I can only imagine how many of the sad old things I’d own if it weren’t for Burning Chair, my annual Labor Day celebration. This year, five were sacrificed. They were the ugliest ones or most unfixable, which makes me feel a bit like I’m casting out the weak members of the tribe or abandoning my sickly grandmother on an ice floe.

White Chair
 Little white chair after years decorating the front yard…

White Chair Burning
 … it had to be put out of its misery.

I’m going to stay in our house after all, but I have been surprisingly busy lately fixing my chairs. It’s like I want them to be presentable for the new roommates. I want people to think they’re cute, to see that they’re perfectly good. I’ve gotten kind of attached to my little flock, you see; I don’t want to part with any of them. I feel responsible, and if I don’t take care of them, who will?

The Blueback

23 December 2007

One thing I like about my friend Brian is that he actually does stuff. He got me to bike out to the gorge this fall and scored us tickets to the Davis Cup finals recently, and a few days ago, he booked us on a submarine tour. That is, there’s a decommissioned sub docked near downtown, and I pass it all the time riding my bike. I’ve been wanting to take a tour for years but never did. Then Brian suggested it, and just days later it was reality.
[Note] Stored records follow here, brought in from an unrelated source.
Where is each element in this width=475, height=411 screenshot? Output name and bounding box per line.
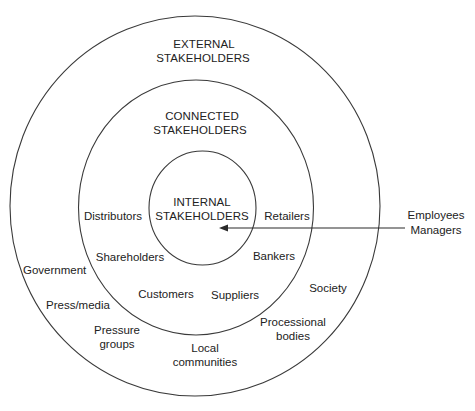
connected-title-line-1: CONNECTED: [165, 110, 239, 122]
external-title-line-1: EXTERNAL: [173, 38, 235, 50]
external-ring-title: EXTERNAL STAKEHOLDERS: [156, 38, 250, 64]
stakeholder-diagram: EXTERNAL STAKEHOLDERS CONNECTED STAKEHOL…: [0, 0, 475, 411]
arrow-head-icon: [219, 225, 228, 232]
local-communities-line-2: communities: [173, 356, 238, 368]
label-customers: Customers: [138, 288, 194, 300]
label-professional-bodies: Processional bodies: [260, 316, 326, 342]
label-shareholders: Shareholders: [96, 251, 165, 263]
internal-ring-title: INTERNAL STAKEHOLDERS: [155, 196, 249, 222]
label-government: Government: [23, 264, 87, 276]
internal-title-line-2: STAKEHOLDERS: [155, 210, 249, 222]
label-distributors: Distributors: [84, 210, 142, 222]
internal-ring: [149, 151, 256, 265]
label-pressure-groups: Pressure groups: [94, 324, 140, 350]
label-press-media: Press/media: [46, 299, 111, 311]
pressure-groups-line-2: groups: [99, 338, 134, 350]
label-employees: Employees: [408, 209, 465, 221]
internal-callout-labels: Employees Managers: [408, 209, 465, 236]
local-communities-line-1: Local: [191, 342, 219, 354]
connected-title-line-2: STAKEHOLDERS: [153, 124, 247, 136]
label-managers: Managers: [410, 224, 461, 236]
professional-bodies-line-1: Processional: [260, 316, 326, 328]
external-title-line-2: STAKEHOLDERS: [156, 52, 250, 64]
label-local-communities: Local communities: [173, 342, 238, 368]
connected-ring-title: CONNECTED STAKEHOLDERS: [153, 110, 247, 136]
label-retailers: Retailers: [264, 210, 310, 222]
label-bankers: Bankers: [253, 250, 295, 262]
label-suppliers: Suppliers: [211, 289, 259, 301]
pressure-groups-line-1: Pressure: [94, 324, 140, 336]
professional-bodies-line-2: bodies: [276, 330, 310, 342]
internal-title-line-1: INTERNAL: [173, 196, 231, 208]
label-society: Society: [309, 282, 347, 294]
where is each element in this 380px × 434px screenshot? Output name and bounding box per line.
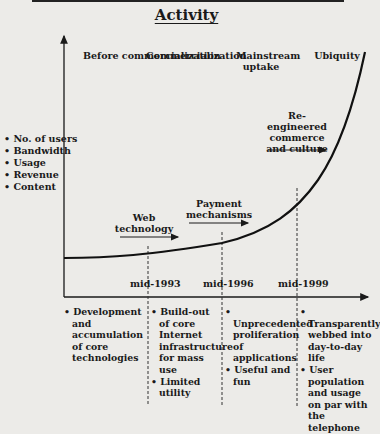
phase-item: Useful and fun <box>225 364 297 387</box>
milestone-1993: mid-1993 <box>130 278 181 289</box>
activity-metrics-list: No. of users Bandwidth Usage Revenue Con… <box>4 133 77 193</box>
era-mainstream-uptake: Mainstream uptake <box>236 50 286 72</box>
phase-item: Development and accumulation of core tec… <box>64 306 148 364</box>
metric-item: Usage <box>4 157 77 169</box>
metric-item: Content <box>4 181 77 193</box>
metric-item: Bandwidth <box>4 145 77 157</box>
phase-item: Build-out of core Internet infrastructur… <box>151 306 221 376</box>
phase-item: User population and usage on par with th… <box>300 364 372 434</box>
era-ubiquity: Ubiquity <box>312 50 362 61</box>
milestone-1996: mid-1996 <box>203 278 254 289</box>
phase-column-4: Transparently webbed into day-to-day lif… <box>300 306 372 434</box>
growth-curve <box>64 52 365 258</box>
metric-item: No. of users <box>4 133 77 145</box>
phase-column-2: Build-out of core Internet infrastructur… <box>151 306 221 399</box>
era-commercialization: Commercialization <box>146 50 234 61</box>
driver-payment-mechanisms: Payment mechanisms <box>184 198 254 220</box>
driver-reengineered-commerce: Re-engineered commerce and culture <box>262 110 332 154</box>
phase-column-3: Unprecedented proliferation of applicati… <box>225 306 297 387</box>
phase-column-1: Development and accumulation of core tec… <box>64 306 148 364</box>
phase-item: Limited utility <box>151 376 221 399</box>
metric-item: Revenue <box>4 169 77 181</box>
milestone-1999: mid-1999 <box>278 278 329 289</box>
driver-web-technology: Web technology <box>112 212 176 234</box>
phase-item: Transparently webbed into day-to-day lif… <box>300 306 372 364</box>
phase-item: Unprecedented proliferation of applicati… <box>225 306 297 364</box>
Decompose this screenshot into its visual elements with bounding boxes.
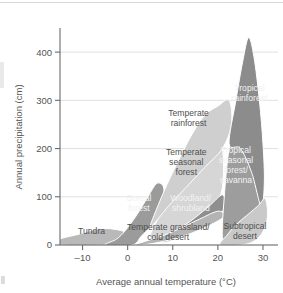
svg-text:cold desert: cold desert [147,232,190,242]
x-tick-label-10: 10 [167,252,178,263]
y-tick-label-0: 0 [47,239,52,250]
x-axis-title: Average annual temperature (°C) [96,276,236,287]
left-edge-cropped-mark [0,62,4,88]
svg-text:shrubland: shrubland [172,203,210,213]
svg-text:Temperate: Temperate [168,108,209,118]
svg-text:Tropical: Tropical [221,145,251,155]
y-tick-label-200: 200 [36,143,52,154]
x-tick-label-0: 0 [125,252,130,263]
top-divider-rule [0,2,283,3]
biome-label-woodland-shrubland: Woodland/shrubland [170,193,212,213]
svg-text:forest: forest [176,167,198,177]
svg-text:rainforest: rainforest [232,93,268,103]
biome-label-tropical-seasonal-forest-savanna: Tropicalseasonalforest/savanna [219,145,253,185]
x-tick-label-20: 20 [213,252,224,263]
svg-text:forest/: forest/ [224,165,248,175]
svg-text:forest: forest [128,203,150,213]
svg-text:savanna: savanna [220,175,253,185]
biome-label-temperate-rainforest: Temperaterainforest [168,108,209,128]
svg-text:Tundra: Tundra [78,226,105,236]
x-tick-label-30: 30 [258,252,269,263]
svg-text:Tropical: Tropical [234,83,264,93]
svg-text:Woodland/: Woodland/ [170,193,212,203]
x-tick-label--10: –10 [75,252,91,263]
svg-text:desert: desert [233,231,257,241]
biome-chart-svg: 0100200300400–100102030 Tropicalrainfore… [0,0,283,293]
y-tick-label-300: 300 [36,95,52,106]
svg-text:Temperate: Temperate [166,147,207,157]
y-tick-label-100: 100 [36,191,52,202]
svg-text:Temperate grassland/: Temperate grassland/ [127,222,210,232]
y-axis-title: Annual precipitation (cm) [13,84,24,189]
biome-label-tropical-rainforest: Tropicalrainforest [232,83,268,103]
whittaker-biome-diagram: 0100200300400–100102030 Tropicalrainfore… [0,0,283,293]
svg-text:seasonal: seasonal [219,155,253,165]
svg-text:rainforest: rainforest [171,118,207,128]
svg-text:Subtropical: Subtropical [223,221,266,231]
svg-text:Boreal: Boreal [127,193,152,203]
biome-regions-group [56,38,268,246]
y-tick-label-400: 400 [36,47,52,58]
bottom-left-cropped-mark [1,276,5,284]
biome-label-tundra: Tundra [78,226,105,236]
svg-text:seasonal: seasonal [169,157,203,167]
biome-label-boreal-forest: Borealforest [127,193,152,213]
Submarine & Markham Bridge
 USS Blueback at left, Markham Bridge at right. See BIGGER.

Not much to report, but it was quite interesting. There was a diorama onboard comparing international submarine sizes. (Hmmm, looks like Russia is compensating for something.) Subs are pretty phallic, of course, and they are full of seamen. We had a really hard time not making jokes.

Red lights
 Buttons, dials & knobs everywhere

Bridge
 The bridge. Lovely panelling, no?

Periscope
 View through the periscope

Sub guts
 Submarine guts

Portland Skyline from OMSI
 Portland skyline & Markham Bridge from the Esplanade at OMSI

Perhaps one thing does warrant special mention: The weather was dry, clear & beautiful — in late December.